Reflection Posts

Night of Reading the Dead

Roger Ebert’s essay “How to Read a Movie” spoke on how camera angles and positioning of characters within a frame are incredibly telling to the essence of the scene. I more so enjoyed his point that more can be seen through multiple people’s eyes. Ebert said:

“For example, I had been through ‘Citizen Kane’ at least 30 times before I took it to the Savannah Film Festival, and someone noticed a detail I had never seen before.”

All the details that many people put in the production of a movie need lost of other people to pick up on all of them.

In my poetry class this past Thursday, we got into a long debate whether this series of photos in Matthea Harvey’s collection of poems and images “If the Tabloids are True What are You?” counted at poems or not. Eventually, I reached the understanding that whether or not you call them poems, you can still view the images under poetic terms. This fits perfectly with viewing movies under photographic and design lenses.

via GIPHY

The short videos I chose to watch were examples of editing techniques, camera angles and techniquestop 20 amazing cinematic techniques, and one-point perspective. My favorite were the latter two. The top 20 techniques gives a lot of names to shots I didn’t know existed or I had heard but total forgot about (like the dutch tilt). The one-point perspective compiles many examples of the same shot (one focus or fixed point in the center with all surroundings pointing to it). Besides the art of the shot itself, I loved the composition of the video, making all the scene line up with the music.


The movie that I watched was The Night of the Living Dead and I chose it because it’s a classic that I’ve heard so much about but I had yet to see. I tried taking it seriously, but there were some parts I couldn’t help but make fun of in my commentary.

Knowing I was going to make this commentary helped me watch the movie closer. I started editing using Movie Maker, since my other programs weren’t cooperating. The final product isn’t exactly what I had hoped for it to be, but after finally using a Mac and putting the video together, I was glad to be done.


§ **Work item**
Write each line out a second time, exactly as shown below.

──────── Available records

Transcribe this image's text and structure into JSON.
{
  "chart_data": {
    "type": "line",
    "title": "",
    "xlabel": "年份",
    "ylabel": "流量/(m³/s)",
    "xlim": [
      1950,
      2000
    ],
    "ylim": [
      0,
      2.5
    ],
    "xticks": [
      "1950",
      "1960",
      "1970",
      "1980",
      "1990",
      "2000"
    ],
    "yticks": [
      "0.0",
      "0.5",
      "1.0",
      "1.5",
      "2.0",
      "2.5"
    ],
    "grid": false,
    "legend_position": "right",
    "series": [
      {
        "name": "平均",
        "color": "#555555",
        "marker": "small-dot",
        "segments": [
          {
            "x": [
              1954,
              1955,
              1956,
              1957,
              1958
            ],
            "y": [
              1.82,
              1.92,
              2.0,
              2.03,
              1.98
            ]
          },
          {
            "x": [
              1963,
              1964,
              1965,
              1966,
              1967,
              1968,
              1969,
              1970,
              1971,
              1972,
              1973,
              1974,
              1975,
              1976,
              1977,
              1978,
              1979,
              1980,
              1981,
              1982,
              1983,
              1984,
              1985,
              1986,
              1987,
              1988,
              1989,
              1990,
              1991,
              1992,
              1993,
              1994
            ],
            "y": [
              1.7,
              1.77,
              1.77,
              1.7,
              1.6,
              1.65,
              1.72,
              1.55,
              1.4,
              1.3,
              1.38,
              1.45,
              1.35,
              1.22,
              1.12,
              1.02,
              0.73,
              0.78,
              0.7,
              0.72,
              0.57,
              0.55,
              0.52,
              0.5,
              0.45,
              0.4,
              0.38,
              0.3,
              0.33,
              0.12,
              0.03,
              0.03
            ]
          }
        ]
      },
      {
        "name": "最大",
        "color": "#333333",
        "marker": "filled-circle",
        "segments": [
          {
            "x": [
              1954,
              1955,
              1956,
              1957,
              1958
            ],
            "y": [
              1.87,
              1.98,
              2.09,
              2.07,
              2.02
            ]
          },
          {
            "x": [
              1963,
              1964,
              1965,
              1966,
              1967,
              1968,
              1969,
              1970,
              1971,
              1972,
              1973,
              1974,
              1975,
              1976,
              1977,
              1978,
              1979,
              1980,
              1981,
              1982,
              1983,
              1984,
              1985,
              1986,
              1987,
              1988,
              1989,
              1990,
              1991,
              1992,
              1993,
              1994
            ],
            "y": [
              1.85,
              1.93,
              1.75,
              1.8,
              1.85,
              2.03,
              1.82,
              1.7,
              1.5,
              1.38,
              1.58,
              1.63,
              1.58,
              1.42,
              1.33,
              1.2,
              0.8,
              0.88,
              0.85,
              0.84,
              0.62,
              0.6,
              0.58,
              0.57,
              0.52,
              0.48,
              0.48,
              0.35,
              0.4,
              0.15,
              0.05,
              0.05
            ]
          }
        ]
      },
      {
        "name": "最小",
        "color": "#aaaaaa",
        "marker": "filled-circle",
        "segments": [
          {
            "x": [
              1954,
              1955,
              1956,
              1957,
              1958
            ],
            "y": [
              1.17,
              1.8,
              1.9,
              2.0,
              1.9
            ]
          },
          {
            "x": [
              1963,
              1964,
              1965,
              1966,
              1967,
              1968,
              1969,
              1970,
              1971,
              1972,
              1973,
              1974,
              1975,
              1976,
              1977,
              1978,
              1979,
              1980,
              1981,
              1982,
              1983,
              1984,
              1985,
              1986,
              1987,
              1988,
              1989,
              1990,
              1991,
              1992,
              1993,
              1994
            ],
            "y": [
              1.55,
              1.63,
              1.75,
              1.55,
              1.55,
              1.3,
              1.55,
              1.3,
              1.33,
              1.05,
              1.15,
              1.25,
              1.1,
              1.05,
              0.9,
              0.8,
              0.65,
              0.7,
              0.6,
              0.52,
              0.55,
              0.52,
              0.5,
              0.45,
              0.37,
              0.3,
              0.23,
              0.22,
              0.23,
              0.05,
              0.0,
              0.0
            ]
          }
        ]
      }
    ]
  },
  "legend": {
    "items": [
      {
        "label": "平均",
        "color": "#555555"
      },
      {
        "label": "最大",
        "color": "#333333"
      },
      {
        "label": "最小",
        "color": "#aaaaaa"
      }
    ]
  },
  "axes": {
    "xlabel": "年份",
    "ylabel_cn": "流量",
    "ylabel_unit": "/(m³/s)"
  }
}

────────────────

§ **Solution for this task**
Transcribe this image's text and structure into JSON.
{
  "chart_data": {
    "type": "line",
    "title": "",
    "xlabel": "年份",
    "ylabel": "流量/(m³/s)",
    "xlim": [
      1950,
      2000
    ],
    "ylim": [
      0,
      2.5
    ],
    "xticks": [
      "1950",
      "1960",
      "1970",
      "1980",
      "1990",
      "2000"
    ],
    "yticks": [
      "0.0",
      "0.5",
      "1.0",
      "1.5",
      "2.0",
      "2.5"
    ],
    "grid": false,
    "legend_position": "right",
    "series": [
      {
        "name": "平均",
        "color": "#555555",
        "marker": "small-dot",
        "segments": [
          {
            "x": [
              1954,
              1955,
              1956,
              1957,
              1958
            ],
            "y": [
              1.82,
              1.92,
              2.0,
              2.03,
              1.98
            ]
          },
          {
            "x": [
              1963,
              1964,
              1965,
              1966,
              1967,
              1968,
              1969,
              1970,
              1971,
              1972,
              1973,
              1974,
              1975,
              1976,
              1977,
              1978,
              1979,
              1980,
              1981,
              1982,
              1983,
              1984,
              1985,
              1986,
              1987,
              1988,
              1989,
              1990,
              1991,
              1992,
              1993,
              1994
            ],
            "y": [
              1.7,
              1.77,
              1.77,
              1.7,
              1.6,
              1.65,
              1.72,
              1.55,
              1.4,
              1.3,
              1.38,
              1.45,
              1.35,
              1.22,
              1.12,
              1.02,
              0.73,
              0.78,
              0.7,
              0.72,
              0.57,
              0.55,
              0.52,
              0.5,
              0.45,
              0.4,
              0.38,
              0.3,
              0.33,
              0.12,
              0.03,
              0.03
            ]
          }
        ]
      },
      {
        "name": "最大",
        "color": "#333333",
        "marker": "filled-circle",
        "segments": [
          {
            "x": [
              1954,
              1955,
              1956,
              1957,
              1958
            ],
            "y": [
              1.87,
              1.98,
              2.09,
              2.07,
              2.02
            ]
          },
          {
            "x": [
              1963,
              1964,
              1965,
              1966,
              1967,
              1968,
              1969,
              1970,
              1971,
              1972,
              1973,
              1974,
              1975,
              1976,
              1977,
              1978,
              1979,
              1980,
              1981,
              1982,
              1983,
              1984,
              1985,
              1986,
              1987,
              1988,
              1989,
              1990,
              1991,
              1992,
              1993,
              1994
            ],
            "y": [
              1.85,
              1.93,
              1.75,
              1.8,
              1.85,
              2.03,
              1.82,
              1.7,
              1.5,
              1.38,
              1.58,
              1.63,
              1.58,
              1.42,
              1.33,
              1.2,
              0.8,
              0.88,
              0.85,
              0.84,
              0.62,
              0.6,
              0.58,
              0.57,
              0.52,
              0.48,
              0.48,
              0.35,
              0.4,
              0.15,
              0.05,
              0.05
            ]
          }
        ]
      },
      {
        "name": "最小",
        "color": "#aaaaaa",
        "marker": "filled-circle",
        "segments": [
          {
            "x": [
              1954,
              1955,
              1956,
              1957,
              1958
            ],
            "y": [
              1.17,
              1.8,
              1.9,
              2.0,
              1.9
            ]
          },
          {
            "x": [
              1963,
              1964,
              1965,
              1966,
              1967,
              1968,
              1969,
              1970,
              1971,
              1972,
              1973,
              1974,
              1975,
              1976,
              1977,
              1978,
              1979,
              1980,
              1981,
              1982,
              1983,
              1984,
              1985,
              1986,
              1987,
              1988,
              1989,
              1990,
              1991,
              1992,
              1993,
              1994
            ],
            "y": [
              1.55,
              1.63,
              1.75,
              1.55,
              1.55,
              1.3,
              1.55,
              1.3,
              1.33,
              1.05,
              1.15,
              1.25,
              1.1,
              1.05,
              0.9,
              0.8,
              0.65,
              0.7,
              0.6,
              0.52,
              0.55,
              0.52,
              0.5,
              0.45,
              0.37,
              0.3,
              0.23,
              0.22,
              0.23,
              0.05,
              0.0,
              0.0
            ]
          }
        ]
      }
    ]
  },
  "legend": {
    "items": [
      {
        "label": "平均",
        "color": "#555555"
      },
      {
        "label": "最大",
        "color": "#333333"
      },
      {
        "label": "最小",
        "color": "#aaaaaa"
      }
    ]
  },
  "axes": {
    "xlabel": "年份",
    "ylabel_cn": "流量",
    "ylabel_unit": "/(m³/s)"
  }
}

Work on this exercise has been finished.